21 Mar 2012

A budget for the rich?

In the weeks before the budget, the debate focused on one issue. If the government cut the 50p tax rate, as they had threatened, would the budget end up being dismissed as a giveaway for the rich?

In the end, George Osborne did announce an end to the 50p income tax rate, but argued that the budget was in fact tough on the super rich because he would hit them with other taxes.

“Thanks to the other new taxes on the rich I’ve announced today, we’ll be getting five times more money each and every year from the wealthiest in our society,” he told the House of Commons.

“So the richest pay more. The economy benefits. Britain is competitive again.”

His calculation, endorsed by the government’s independent watchdog, the Office for Budget Responsibility (OBR), was that reducing the 50p tax rate to 45p would only cost the exchequer £100m a year, and that other taxes aimed at the super rich would raise five times that.

Those taxes take three forms. There’s an increase on the stamp duty on the sale of houses worth more than £2m, to 7 per cent. £2m houses bought through offshore companies will attract a punitive rate of 15 per cent.

And from 2014-15, he expects to receive £490m from a crackdown on a series of highly abusive tax loopholes which are listed in the budget as “unlimited tax relief”.

These are essentially complex schemes marketed aggressively by small tax firms, which seek to exploit the tax breaks made available to industries such as films to encourage domestic productions.

Add these up, and it turns out George Osborne is being modest. His extra taxes on the rich will raise more than seven times the cost of scrapping the 50p in 2014-15.

Gains from cracking down on evasion are notoriously difficult to realise, but the tax expert Stephen Herring, a partner at BDO, estimates successfully closing “unlimited tax relief” loopholes could easily raise half a billion pounds.

It is the other side of the equation that is more doubtful. “I am surprised about that estimate. It’s radically reduces from the estimate that HMRC made at the time of the autumn statement and last year’s budget. And I want to know a little bit more about it than just being told that the OBR has approved it.”

Robert Chote, the head of the OBR, admitted that the number was “by no means unarguable.”

However, the budget will certainly leave a large number of high earners better off. The increases in stamp duty only apply to a minority of 50p tax rate payers, though it hits them very hard. And the crack down on unlimited tax relief abuse only hits those who take advantage of it, which is also a minority.

It may not be a budget for the rich, but this combination of tax measures will leave a large number of higher earners better off, even if Osborne’s claim is correct that the super-wealthy as a group end up paying more.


• What the exercise asks
After removing every image, reproduce the data exactly as it appears.

• Records supplied
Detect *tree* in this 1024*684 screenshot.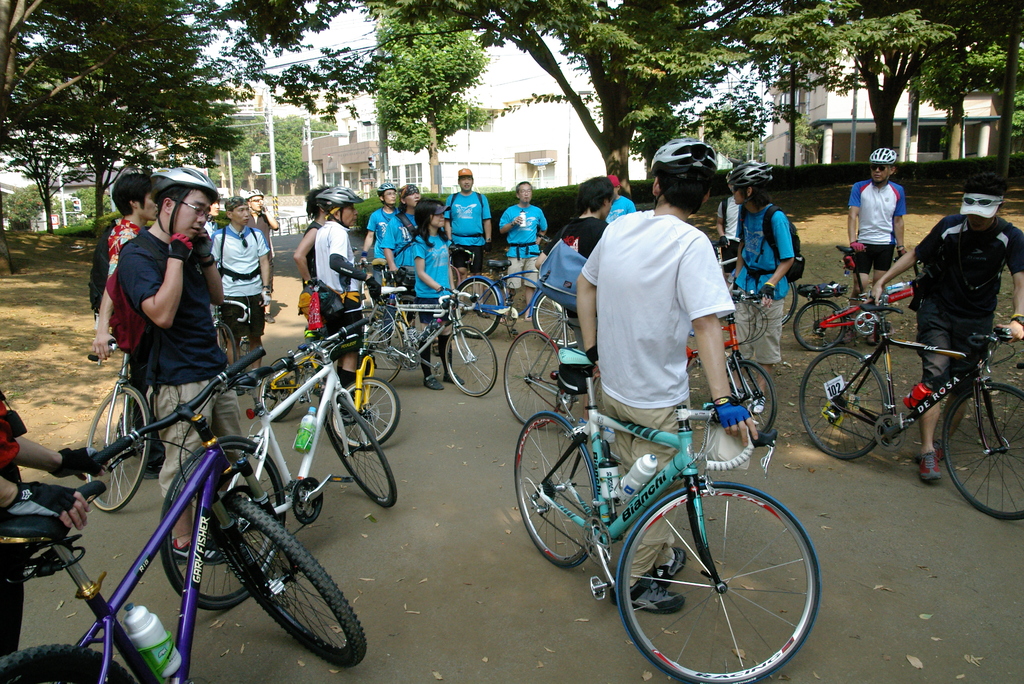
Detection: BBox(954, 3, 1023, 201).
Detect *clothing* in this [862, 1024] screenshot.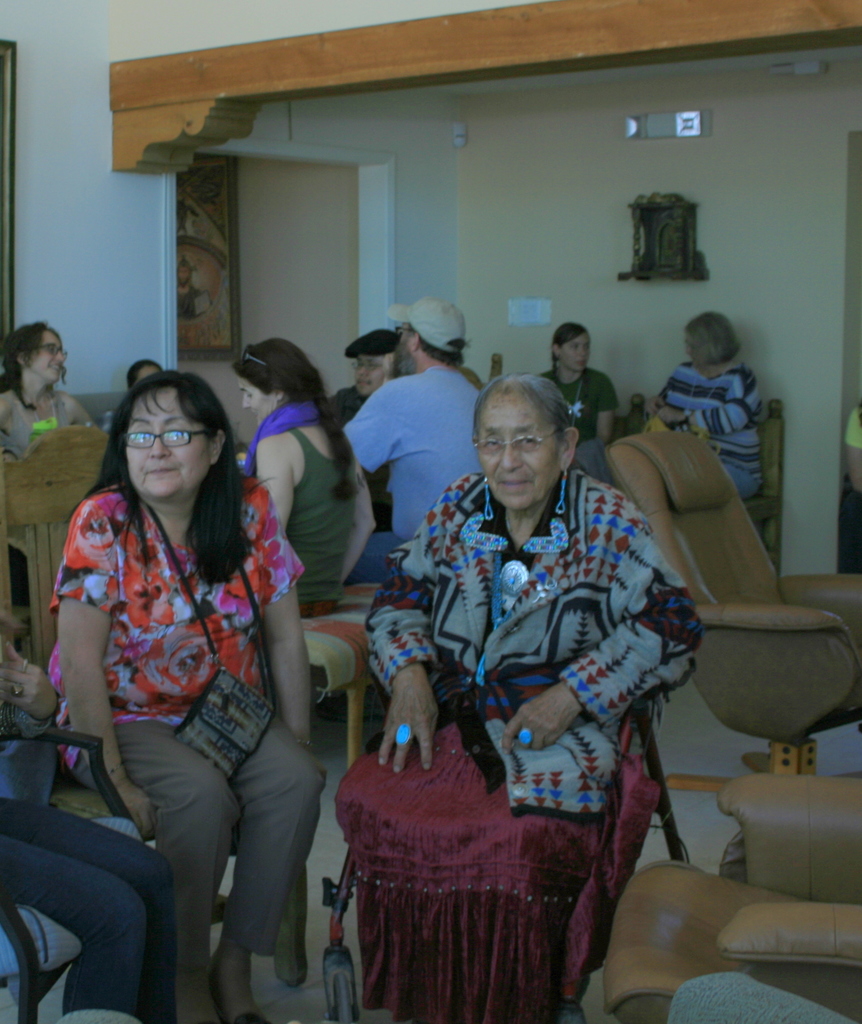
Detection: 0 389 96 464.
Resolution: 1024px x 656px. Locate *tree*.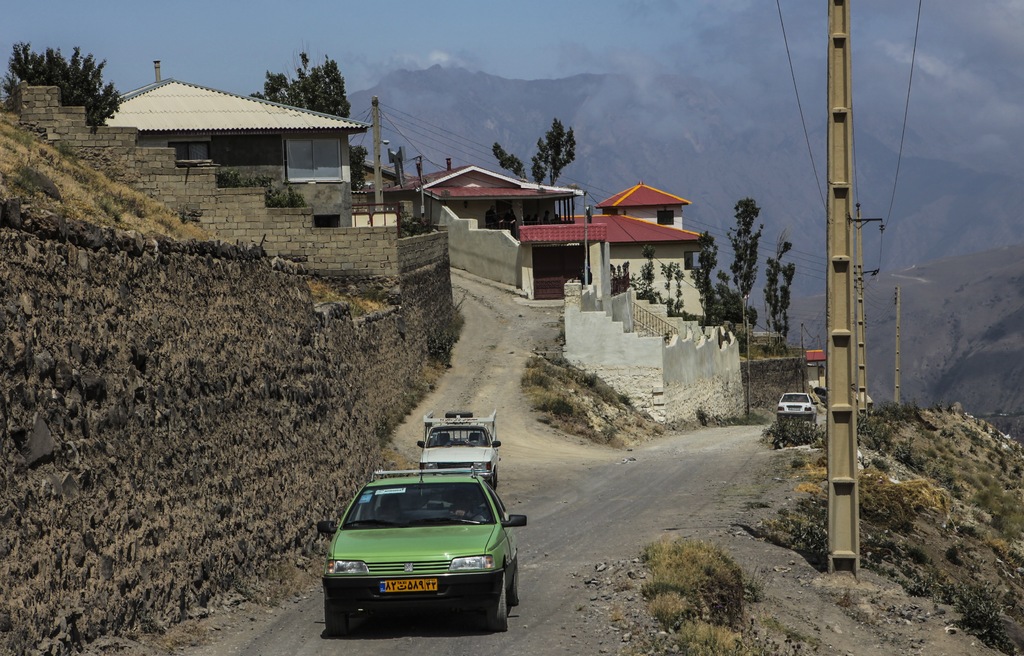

• The answer
Detect *tree* in this 1024*684 screenshot.
Detection: BBox(954, 3, 1023, 201).
Detect *clothing* in this [862, 1024] screenshot.
Detection: 0 389 96 464.
Resolution: 1024px x 656px. Locate *tree*.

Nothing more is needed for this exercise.